What Does Science Owe to Wonder?

Caspar David Friedrich, “Two Men Contemplating the Moon,” ca. 1825-30. Oil on canvas. © The Metropolitan Museum of Art

Richard Holmes designates the “Romantic Age of Science” as The Age of Wonder, but what of wonder before the late eighteenth and early nineteenth centuries? For over two thousand years before Holmes’ “Romantic generation,” Pagan then Christian thinkers viewed wonder as the starting point of philosophy. Ancient through enlightenment-era natural philosophers underscored wonder as integral to the advancement of knowledge.Aristotle’s Metaphysics articulated the wonder to knowledge paradigm, or admiratio toscientia, as the result of human curiosity. For Aristotle, this natural “desire to know” and philosophize dated back to (and was in fact “owing to”) the earliest philosophers’ state of wonder. During the seventeenth and eighteenth centuries, this classical admiratioscientiaparadigm served as the scientific mantra for, among other philosophers, Bacon, Descartes, Hobbes, Malebranche, and Vico. In The Age of Wonder Holmes elides these more contemporary views of wonder and curiosity as essential for the close attention necessary to advance knowledge and instead ties the classics with the romantics. He cites Plato by way of Coleridge and describes wonder’s effect on the passions and intellect by way of Wordsworth.

Holmes paints the Romantic Age of Science as the second scientific revolution (following Coleridge’s 1819 Philosophical Lectures), one that hearkens “a new vision” or “a new notion of a popular science, a people’s science” as opposed to “the scientific revolution of the late seventeenth century … an essentially private, elitist, specialist form of knowledge” (xix). Likewise, Holmes suggests a new vision of wonder. This Romantic wonder integrates eighteenth-century concepts of the sublime, as when the book’s subtitle, “How the Romantic Generation Discovered the Beauty and Terror of Science” unites the duality of wonder-provoked delight and dread. This wonder unites subjectivity and objectivity to inspire science, or knowledge, by impacting “the heart as well as the mind” (xx). But in fact, this “new” age of wonder reiterates ancient, early modern, modern, and postmodern perceptions of wonder.

The greatest novelty of Holmes’ “age of wonder” belongs to its redirect from religious awe. It is this secular wonder that inspires the “new” notion of popular science he describes as the second scientific revolution. Instead of citing Plato first by way of his student Aristotle and next by way of St. Thomas Aquinas, Holmes separates wonder from Christianity. The thirteenth-century Church Father, Aquinas evoked the opening words of Aristotle’s Metaphysics in order to underscore wonder’s pious usefulness (or utilitas). Effectively Christianizing Plato and Aristotle’s classic admiratioscientia paradigm, Aquinas’ wonder lead souls to knowledge of God. Thus before Holmes’ second, popular and secular scientific revolution, wonder served both scientific and evangelical functions in human hearts and minds. For example, Catholic Jesuits evoked wonder (admiratio) to inspire knowledge of nature (scientia) as well as knowledge of the Author of all nature (Scientia). Scientific progress could serve “the greater glory of God” (following the Jesuit slogan ad majorem Dei gloriam) and increase human piety. This brand of Christian wonder helped distance impiety from curiosity and greatly benefitted the “first” scientific revolution. For example, Francis Bacon encouraged the contemplation of God’s works to produce knowledge and articulated the Christianized admiratioscientiaparadigm when he evoked wonder as the “seed of knowledge.”

Although certainly more secular, Holmes’ nineteenth-century “age of wonder” depends on the early modern period of European Empires, when human revelation was allowed to round out that which was divinely revealed and the original warnings against vain, human curiosity by the Church were replaced by the very pious quests for knowledge that spawned that first Western “scientific revolution.” During the fifteenth to mid-eighteenth centuries, wonder and knowledge served Christianity. One of the greatest legacies of the Romantic Age which Holmes describes has been the separation of science and religion in both academic and popular discourses. Twenty-first century scientists shy away from extolling the role of wonder (admiratio) as an impetus for knowledge (scientia) that also encourages sacred awe toward the Christian God (Admiratio). Today science tries to resist being labeled superstitious as evolutionists debate creationists and “intelligent design” replaces the language of God as the primary cause of any secondary causes revealed by physics. Throughout all ages, however, wonder (admiratio) has inspired knowledge (scientia): both science to increase piety and science “for its own sake.”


REQUIRED WORK
Could you show all lines in the entries below that contain the string "comparison"?

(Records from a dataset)
^^^^^^^^
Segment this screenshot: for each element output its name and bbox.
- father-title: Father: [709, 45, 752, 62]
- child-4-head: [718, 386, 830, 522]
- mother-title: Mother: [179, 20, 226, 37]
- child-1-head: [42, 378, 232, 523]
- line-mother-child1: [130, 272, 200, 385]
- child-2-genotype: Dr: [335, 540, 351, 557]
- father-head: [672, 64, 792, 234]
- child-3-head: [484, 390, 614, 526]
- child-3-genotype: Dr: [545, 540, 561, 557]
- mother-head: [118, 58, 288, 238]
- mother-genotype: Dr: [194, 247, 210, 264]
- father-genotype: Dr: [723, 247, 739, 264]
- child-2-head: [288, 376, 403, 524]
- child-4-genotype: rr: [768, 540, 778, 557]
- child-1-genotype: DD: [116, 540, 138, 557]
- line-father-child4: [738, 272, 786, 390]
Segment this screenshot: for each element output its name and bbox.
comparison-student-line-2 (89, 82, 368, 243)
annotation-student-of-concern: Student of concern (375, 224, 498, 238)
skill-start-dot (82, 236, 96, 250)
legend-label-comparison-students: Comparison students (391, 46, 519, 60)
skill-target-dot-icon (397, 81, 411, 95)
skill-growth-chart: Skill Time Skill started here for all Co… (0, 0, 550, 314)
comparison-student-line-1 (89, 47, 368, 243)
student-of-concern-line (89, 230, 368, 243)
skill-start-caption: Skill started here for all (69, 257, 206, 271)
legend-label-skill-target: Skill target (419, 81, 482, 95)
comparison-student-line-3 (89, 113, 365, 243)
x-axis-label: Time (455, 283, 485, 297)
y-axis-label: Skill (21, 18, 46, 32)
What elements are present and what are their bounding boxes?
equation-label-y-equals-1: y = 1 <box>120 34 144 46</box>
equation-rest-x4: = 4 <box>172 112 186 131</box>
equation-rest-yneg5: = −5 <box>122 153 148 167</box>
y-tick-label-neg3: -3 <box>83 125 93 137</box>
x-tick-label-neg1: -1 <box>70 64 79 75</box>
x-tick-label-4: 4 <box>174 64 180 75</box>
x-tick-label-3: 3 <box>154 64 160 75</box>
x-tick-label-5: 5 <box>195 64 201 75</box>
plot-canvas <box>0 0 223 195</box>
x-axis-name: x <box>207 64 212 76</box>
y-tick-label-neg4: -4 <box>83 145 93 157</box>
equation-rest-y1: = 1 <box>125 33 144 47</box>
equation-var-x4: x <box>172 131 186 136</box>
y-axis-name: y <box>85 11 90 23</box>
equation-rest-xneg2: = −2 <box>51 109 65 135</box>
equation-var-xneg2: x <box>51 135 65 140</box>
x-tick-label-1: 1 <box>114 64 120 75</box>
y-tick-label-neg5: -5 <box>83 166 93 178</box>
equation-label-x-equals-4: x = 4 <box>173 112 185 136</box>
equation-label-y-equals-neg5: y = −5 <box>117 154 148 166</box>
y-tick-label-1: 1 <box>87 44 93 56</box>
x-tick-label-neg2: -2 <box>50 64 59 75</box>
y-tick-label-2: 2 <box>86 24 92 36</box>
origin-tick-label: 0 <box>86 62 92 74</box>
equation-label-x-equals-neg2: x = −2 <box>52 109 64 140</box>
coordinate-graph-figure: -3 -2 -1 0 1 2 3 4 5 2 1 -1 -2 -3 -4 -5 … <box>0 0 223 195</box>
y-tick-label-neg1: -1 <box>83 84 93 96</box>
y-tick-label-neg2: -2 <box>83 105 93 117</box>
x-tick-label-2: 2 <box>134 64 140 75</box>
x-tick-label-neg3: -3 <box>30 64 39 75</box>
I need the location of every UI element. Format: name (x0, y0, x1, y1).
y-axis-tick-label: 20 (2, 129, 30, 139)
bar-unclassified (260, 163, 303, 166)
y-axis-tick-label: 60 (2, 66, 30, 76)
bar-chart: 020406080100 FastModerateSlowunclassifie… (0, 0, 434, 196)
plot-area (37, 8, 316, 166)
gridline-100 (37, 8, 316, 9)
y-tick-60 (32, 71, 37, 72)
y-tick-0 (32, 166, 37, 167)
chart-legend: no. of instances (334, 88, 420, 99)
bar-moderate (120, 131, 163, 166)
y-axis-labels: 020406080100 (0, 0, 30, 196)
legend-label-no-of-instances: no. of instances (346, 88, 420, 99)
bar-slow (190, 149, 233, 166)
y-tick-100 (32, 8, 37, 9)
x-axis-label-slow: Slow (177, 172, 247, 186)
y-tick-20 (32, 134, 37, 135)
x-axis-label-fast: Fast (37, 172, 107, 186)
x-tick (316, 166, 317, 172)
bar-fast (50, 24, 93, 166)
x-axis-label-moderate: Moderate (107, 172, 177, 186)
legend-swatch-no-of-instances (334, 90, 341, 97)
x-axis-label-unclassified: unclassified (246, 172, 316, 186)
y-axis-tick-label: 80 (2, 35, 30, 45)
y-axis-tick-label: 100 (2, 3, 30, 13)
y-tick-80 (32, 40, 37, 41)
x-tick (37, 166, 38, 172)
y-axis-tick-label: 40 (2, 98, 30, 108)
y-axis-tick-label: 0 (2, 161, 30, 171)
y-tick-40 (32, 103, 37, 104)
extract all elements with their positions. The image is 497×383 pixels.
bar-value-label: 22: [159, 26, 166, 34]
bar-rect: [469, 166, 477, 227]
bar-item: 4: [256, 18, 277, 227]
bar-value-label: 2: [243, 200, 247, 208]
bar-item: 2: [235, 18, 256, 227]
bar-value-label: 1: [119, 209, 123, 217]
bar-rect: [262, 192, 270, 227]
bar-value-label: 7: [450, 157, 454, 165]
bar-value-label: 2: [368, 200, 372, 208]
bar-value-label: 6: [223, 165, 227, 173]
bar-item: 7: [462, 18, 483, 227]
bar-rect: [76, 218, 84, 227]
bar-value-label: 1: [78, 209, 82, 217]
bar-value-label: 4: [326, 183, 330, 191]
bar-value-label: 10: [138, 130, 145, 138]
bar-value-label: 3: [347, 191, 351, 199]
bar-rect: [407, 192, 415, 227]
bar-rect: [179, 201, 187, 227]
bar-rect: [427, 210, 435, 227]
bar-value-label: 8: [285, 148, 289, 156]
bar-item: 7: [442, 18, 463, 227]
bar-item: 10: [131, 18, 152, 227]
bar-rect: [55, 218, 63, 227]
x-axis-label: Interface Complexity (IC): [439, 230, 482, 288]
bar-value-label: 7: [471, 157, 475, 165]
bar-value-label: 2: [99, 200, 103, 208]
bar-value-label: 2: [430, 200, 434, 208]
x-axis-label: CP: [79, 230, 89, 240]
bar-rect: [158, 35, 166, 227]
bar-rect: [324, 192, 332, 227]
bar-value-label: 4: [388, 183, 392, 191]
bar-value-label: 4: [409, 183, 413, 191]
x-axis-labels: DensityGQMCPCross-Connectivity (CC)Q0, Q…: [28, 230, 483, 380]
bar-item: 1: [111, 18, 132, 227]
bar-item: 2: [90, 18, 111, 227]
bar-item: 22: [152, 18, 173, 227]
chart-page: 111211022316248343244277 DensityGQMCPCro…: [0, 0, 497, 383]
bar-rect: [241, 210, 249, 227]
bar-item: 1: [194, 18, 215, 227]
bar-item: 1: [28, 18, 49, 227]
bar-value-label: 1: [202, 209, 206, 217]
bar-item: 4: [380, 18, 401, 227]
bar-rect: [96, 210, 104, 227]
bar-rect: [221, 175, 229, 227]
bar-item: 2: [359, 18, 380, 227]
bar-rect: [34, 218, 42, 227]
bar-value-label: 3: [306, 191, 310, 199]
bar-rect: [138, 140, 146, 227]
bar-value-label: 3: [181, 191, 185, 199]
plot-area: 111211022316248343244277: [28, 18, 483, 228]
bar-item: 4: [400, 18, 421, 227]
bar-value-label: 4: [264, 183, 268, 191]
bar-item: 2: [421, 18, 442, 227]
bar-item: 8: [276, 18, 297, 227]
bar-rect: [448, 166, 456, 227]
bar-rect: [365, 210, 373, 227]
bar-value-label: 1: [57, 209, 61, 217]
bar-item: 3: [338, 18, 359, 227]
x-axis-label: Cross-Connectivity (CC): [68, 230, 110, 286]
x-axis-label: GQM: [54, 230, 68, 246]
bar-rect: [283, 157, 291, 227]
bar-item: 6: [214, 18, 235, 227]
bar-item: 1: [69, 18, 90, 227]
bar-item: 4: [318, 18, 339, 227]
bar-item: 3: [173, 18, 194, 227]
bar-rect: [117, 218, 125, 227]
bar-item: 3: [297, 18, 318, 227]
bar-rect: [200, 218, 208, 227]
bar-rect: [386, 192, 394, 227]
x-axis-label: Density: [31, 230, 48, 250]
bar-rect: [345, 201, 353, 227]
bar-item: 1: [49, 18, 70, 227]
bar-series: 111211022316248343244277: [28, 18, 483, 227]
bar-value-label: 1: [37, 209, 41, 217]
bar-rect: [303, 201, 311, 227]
^^^^^^^^
EXERCISE ANSWER
comparison-student-line-2 (89, 82, 368, 243)
legend-label-comparison-students: Comparison students (391, 46, 519, 60)
comparison-student-line-1 (89, 47, 368, 243)
comparison-student-line-3 (89, 113, 365, 243)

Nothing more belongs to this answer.